Those who do not already own property are progressively more vulnerable to sudden changes in address, contributing to a widespread diasporic condition. Such precariousness, previously reserved for the marginalised and displaced, is now the millennial generation’s 'normal'. For refugees and millennials alike, ‘home’ is not necessarily localised to the house, but increasingly dispersed as a series of sites and objects scattered across physical and digital space.
What opportunities does this ‘crisis’ provide to reassess the meaning of ‘home’, and the role that architecture plays in a more distributed definition of homemaking?
Taking an Auckland site in transition, where 82 state houses are being sold and relocated to make way for a private development, I explore the political and ideological foundations upon which these houses were built, along with the pressures contributing to their imminent un-building. Rather than a radical rejection of the old, I adopt a durational approach to domestic occupation that enables multiple ideals to coexist.
Avoiding a 'tabula rasa' approach, both architecturally and ideologically, I ask what vestiges of state housing remain useful and relevant? Built in and from the residue of a garden suburb is a series of personal and shared domestic spaces scattered through private, commercial and communal space. Considered as an experimental housing development funded by Housing New Zealand, the project celebrates state houses as enduring icons while challenging and reconfiguring their ideological foundations. The proposition is designed specifically for transience, fragmentation and distributed homemaking, but acknowledges nostalgia, familiarity and DIY culture as enduring ‘homely’ values.
Gael Ferguon, Building the New Zealand Dream (Palmerston North: Department of Internal Affairs. Historical Branch, 1994).
Kate Bryson, The New Zealand Housing Preferences Survey: Attitudes towards medium-density housing (Study Report SR378). Judgeford: BRANZ Ltd, 2017.
Phillipa Howden-Chapman, Home Truths: Confronting New Zealand’s Housing Crisis (Wellington: Bridget Williams Books, 2015).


- **Requirement**: Each entry that follows should be set down precisely, with its pictures removed.

- **Exercise materials**:
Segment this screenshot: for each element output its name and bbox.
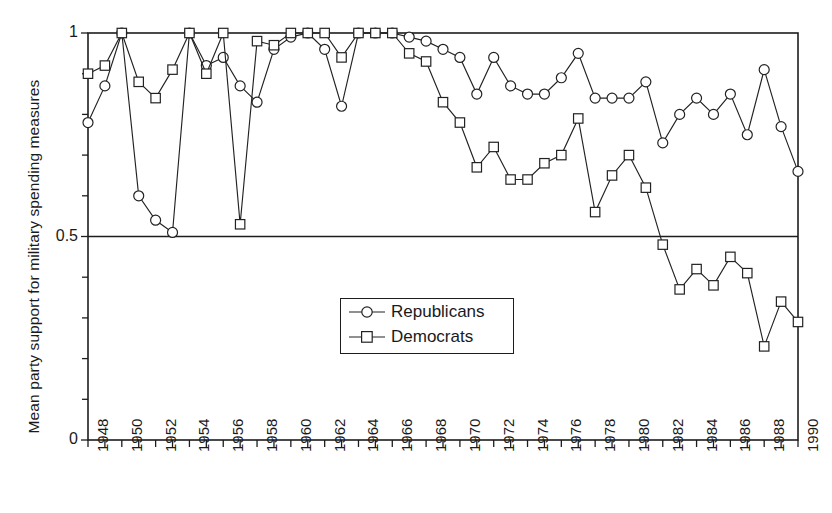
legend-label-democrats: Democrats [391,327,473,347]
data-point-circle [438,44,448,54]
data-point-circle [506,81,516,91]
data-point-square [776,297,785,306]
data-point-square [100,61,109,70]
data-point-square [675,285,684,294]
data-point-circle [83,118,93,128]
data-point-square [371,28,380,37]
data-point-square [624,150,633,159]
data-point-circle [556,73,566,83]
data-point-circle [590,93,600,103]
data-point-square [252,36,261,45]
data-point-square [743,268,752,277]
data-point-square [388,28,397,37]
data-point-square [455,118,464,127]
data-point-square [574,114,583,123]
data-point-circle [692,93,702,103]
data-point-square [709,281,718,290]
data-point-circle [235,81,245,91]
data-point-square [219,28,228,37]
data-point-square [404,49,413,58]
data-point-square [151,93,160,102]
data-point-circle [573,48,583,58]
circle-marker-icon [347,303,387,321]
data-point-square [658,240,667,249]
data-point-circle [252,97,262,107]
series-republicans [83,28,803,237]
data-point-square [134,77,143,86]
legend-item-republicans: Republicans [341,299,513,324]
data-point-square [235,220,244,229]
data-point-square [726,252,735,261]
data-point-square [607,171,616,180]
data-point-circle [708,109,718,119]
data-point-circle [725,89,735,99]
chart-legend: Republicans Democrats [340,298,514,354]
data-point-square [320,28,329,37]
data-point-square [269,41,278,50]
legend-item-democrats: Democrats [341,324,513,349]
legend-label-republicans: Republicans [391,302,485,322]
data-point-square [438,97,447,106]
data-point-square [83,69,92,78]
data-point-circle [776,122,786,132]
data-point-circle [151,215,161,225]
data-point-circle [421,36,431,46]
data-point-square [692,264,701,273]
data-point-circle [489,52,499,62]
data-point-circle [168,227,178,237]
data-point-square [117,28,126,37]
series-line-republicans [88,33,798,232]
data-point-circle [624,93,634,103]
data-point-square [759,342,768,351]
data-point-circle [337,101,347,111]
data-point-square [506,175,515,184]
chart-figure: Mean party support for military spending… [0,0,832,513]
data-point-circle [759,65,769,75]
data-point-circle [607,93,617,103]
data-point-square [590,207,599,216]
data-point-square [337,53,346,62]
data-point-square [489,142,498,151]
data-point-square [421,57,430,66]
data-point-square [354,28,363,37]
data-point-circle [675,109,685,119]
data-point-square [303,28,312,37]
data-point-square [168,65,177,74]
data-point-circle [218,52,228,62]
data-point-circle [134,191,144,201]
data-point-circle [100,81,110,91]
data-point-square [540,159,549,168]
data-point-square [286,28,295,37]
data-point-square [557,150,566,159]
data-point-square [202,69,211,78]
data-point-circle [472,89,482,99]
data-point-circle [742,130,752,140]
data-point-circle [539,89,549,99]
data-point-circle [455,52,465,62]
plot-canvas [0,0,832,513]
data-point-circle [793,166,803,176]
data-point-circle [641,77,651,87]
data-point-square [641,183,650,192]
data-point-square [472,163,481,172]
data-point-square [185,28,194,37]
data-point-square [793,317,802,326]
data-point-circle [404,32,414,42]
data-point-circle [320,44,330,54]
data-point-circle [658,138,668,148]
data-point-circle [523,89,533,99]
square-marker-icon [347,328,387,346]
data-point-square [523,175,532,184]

- **Exercise answer**:
Segment this screenshot: for each element output its name and bbox.
legend-label-democrats: Democrats [391,327,473,347]
data-point-circle [438,44,448,54]
data-point-circle [506,81,516,91]
data-point-square [776,297,785,306]
data-point-square [100,61,109,70]
data-point-square [675,285,684,294]
data-point-circle [83,118,93,128]
data-point-square [371,28,380,37]
data-point-square [624,150,633,159]
data-point-circle [556,73,566,83]
data-point-circle [590,93,600,103]
data-point-square [252,36,261,45]
data-point-square [743,268,752,277]
data-point-square [388,28,397,37]
data-point-square [455,118,464,127]
data-point-square [574,114,583,123]
data-point-circle [692,93,702,103]
data-point-square [709,281,718,290]
data-point-circle [235,81,245,91]
data-point-square [219,28,228,37]
data-point-square [404,49,413,58]
data-point-square [151,93,160,102]
data-point-circle [573,48,583,58]
circle-marker-icon [347,303,387,321]
data-point-square [658,240,667,249]
data-point-circle [252,97,262,107]
series-republicans [83,28,803,237]
data-point-square [134,77,143,86]
legend-item-republicans: Republicans [341,299,513,324]
data-point-square [235,220,244,229]
data-point-square [726,252,735,261]
data-point-square [607,171,616,180]
data-point-circle [708,109,718,119]
data-point-circle [725,89,735,99]
chart-legend: Republicans Democrats [340,298,514,354]
data-point-square [320,28,329,37]
data-point-square [269,41,278,50]
legend-item-democrats: Democrats [341,324,513,349]
legend-label-republicans: Republicans [391,302,485,322]
data-point-square [438,97,447,106]
data-point-square [83,69,92,78]
data-point-circle [776,122,786,132]
data-point-circle [151,215,161,225]
data-point-circle [421,36,431,46]
data-point-square [692,264,701,273]
data-point-circle [489,52,499,62]
data-point-circle [168,227,178,237]
data-point-square [117,28,126,37]
series-line-republicans [88,33,798,232]
data-point-circle [624,93,634,103]
data-point-square [759,342,768,351]
data-point-circle [337,101,347,111]
data-point-square [506,175,515,184]
chart-figure: Mean party support for military spending… [0,0,832,513]
data-point-circle [759,65,769,75]
data-point-circle [607,93,617,103]
data-point-square [590,207,599,216]
data-point-square [337,53,346,62]
data-point-square [489,142,498,151]
data-point-square [421,57,430,66]
data-point-square [354,28,363,37]
data-point-circle [675,109,685,119]
data-point-square [303,28,312,37]
data-point-square [168,65,177,74]
data-point-circle [218,52,228,62]
data-point-circle [134,191,144,201]
data-point-circle [100,81,110,91]
data-point-square [540,159,549,168]
data-point-square [286,28,295,37]
data-point-square [557,150,566,159]
data-point-square [202,69,211,78]
data-point-circle [472,89,482,99]
data-point-circle [742,130,752,140]
data-point-circle [539,89,549,99]
data-point-circle [455,52,465,62]
plot-canvas [0,0,832,513]
data-point-circle [793,166,803,176]
data-point-circle [641,77,651,87]
data-point-square [641,183,650,192]
data-point-square [472,163,481,172]
data-point-square [185,28,194,37]
data-point-square [793,317,802,326]
data-point-circle [404,32,414,42]
data-point-circle [320,44,330,54]
data-point-circle [658,138,668,148]
data-point-circle [523,89,533,99]
square-marker-icon [347,328,387,346]
data-point-square [523,175,532,184]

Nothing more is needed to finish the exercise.